Miller let the captain float ahead into the bridge. The screens there were spooling through diagnostics so standard Miller recognized them. It was a wider space than he’d imagined, with five stations with crash couches customized for other people’s bodies. Holden strapped in at one. Miller took a slow turn around the deck. Nothing seemed out of place here—no blood, no broken chairs or torn padding. When it happened, the fight had been down near the reactor. He wasn’t sure yet what that meant. He sat at what, under a standard layout, would have been the security station, and opened a private channel to Holden.
“Anything you’re looking for in particular?”
“Briefings. Overviews,” Holden said shortly. “Whatever’s useful. You?”

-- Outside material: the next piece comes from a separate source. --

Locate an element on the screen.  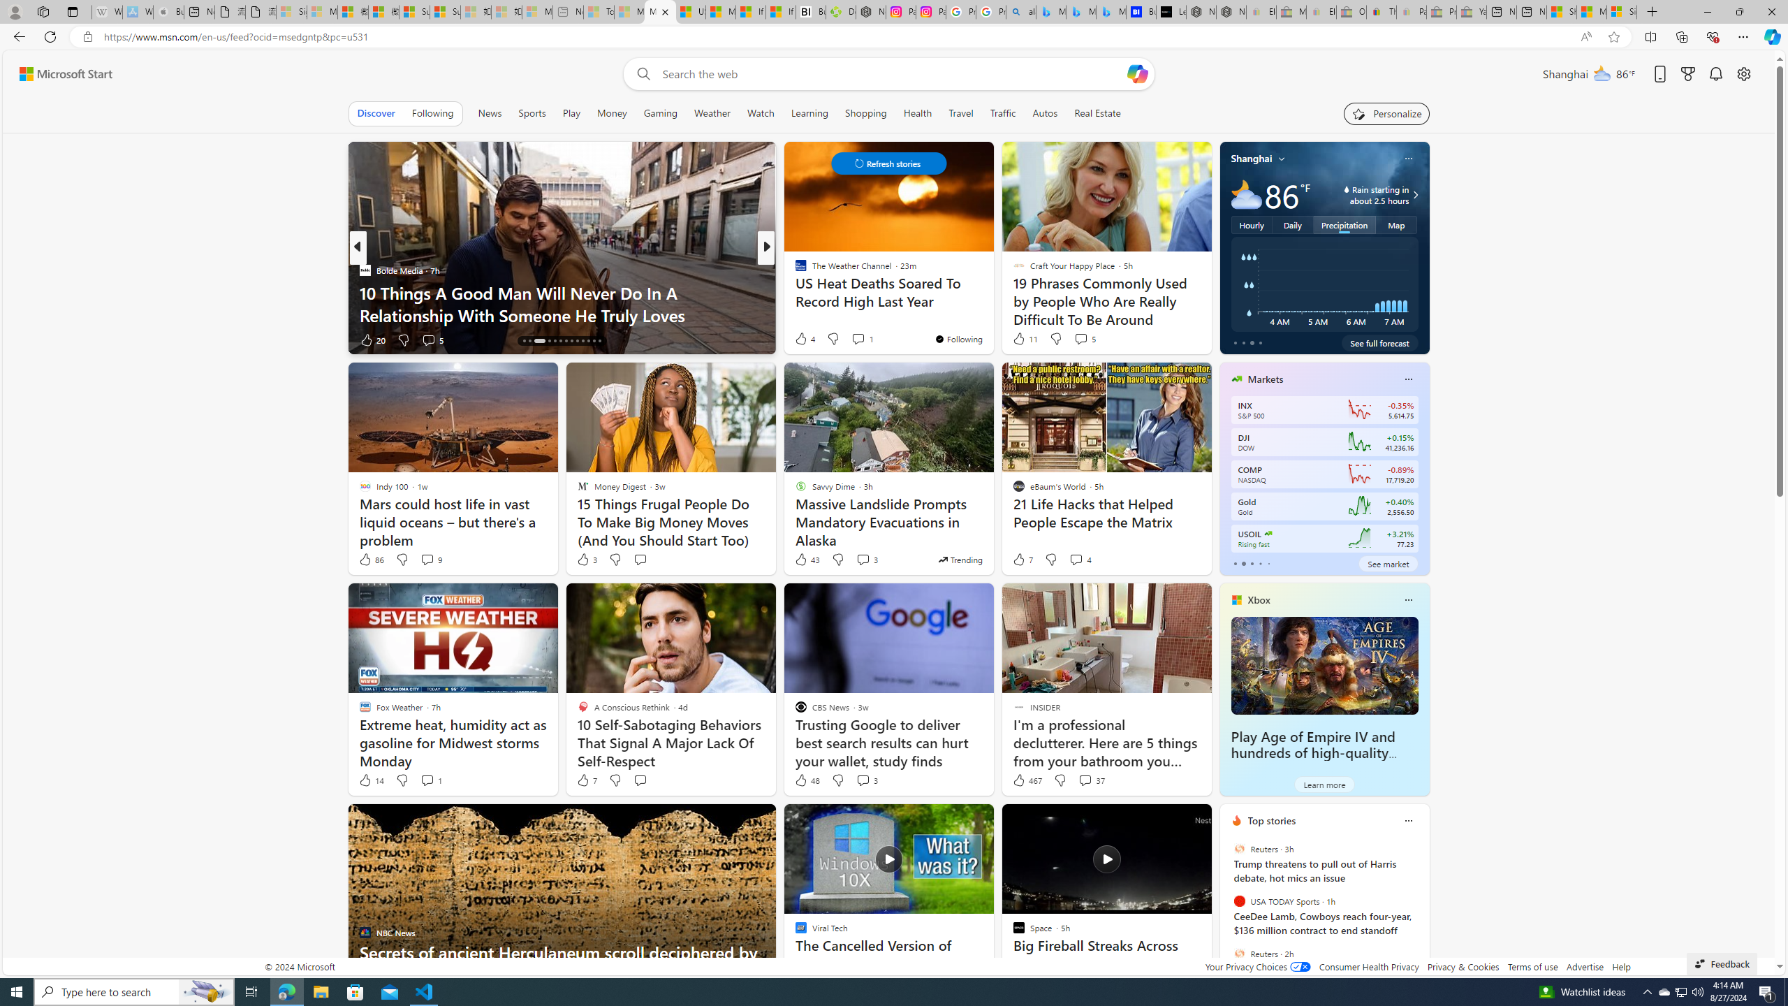
View comments 11 Comment is located at coordinates (869, 339).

“See if I can get into the internal monitors.”
“Hoping to find…?”
“What Julie found,” Miller said.
The security assumed that anyone sitting at the console had access to the low-level feeds. It still took half an hour to parse the command structure and query interface. Once Miller had that down, it wasn’t hard. The time stamp on the log listed the feed as the day the Scopuli had gone missing. The security camera in the airlock bay showed the crew—Belters, most of them—being escorted in. Their captors were in armor, with faceplates lowered. Miller wondered if they’d meant to keep their identities secret. That would almost have suggested they were planning to keep the crew alive. Or maybe they were just wary of some last-minute resistance. The crew of the Scopuli weren’t wearing environment suits or armor. A couple of them weren’t even wearing uniforms.
But Julie was.
It was strange, watching her move. With a sense of dislocation, Miller realized that he’d never actually seen her in motion. All the pictures he’d had in his file back on Ceres had been stills. Now here she was, floating with her chosen compatriots, her hair back out of her eyes, her jaw clamped. She looked very small surrounded by her crew and the men in armor. The little rich girl who’d turned her back on wealth and status to be with the downtrodden Belt. The girl who’d told her mother to sell the Razorback—the ship she’d loved—rather than give in to emotional blackmail. In motion, she looked a little different from the imaginary version he’d built of her—the way she pulled her shoulders back, the habit of reaching her toes toward the floor even in null g—but the basic image was the same. He felt like he was filling in blanks with the new details rather than reimagining the woman.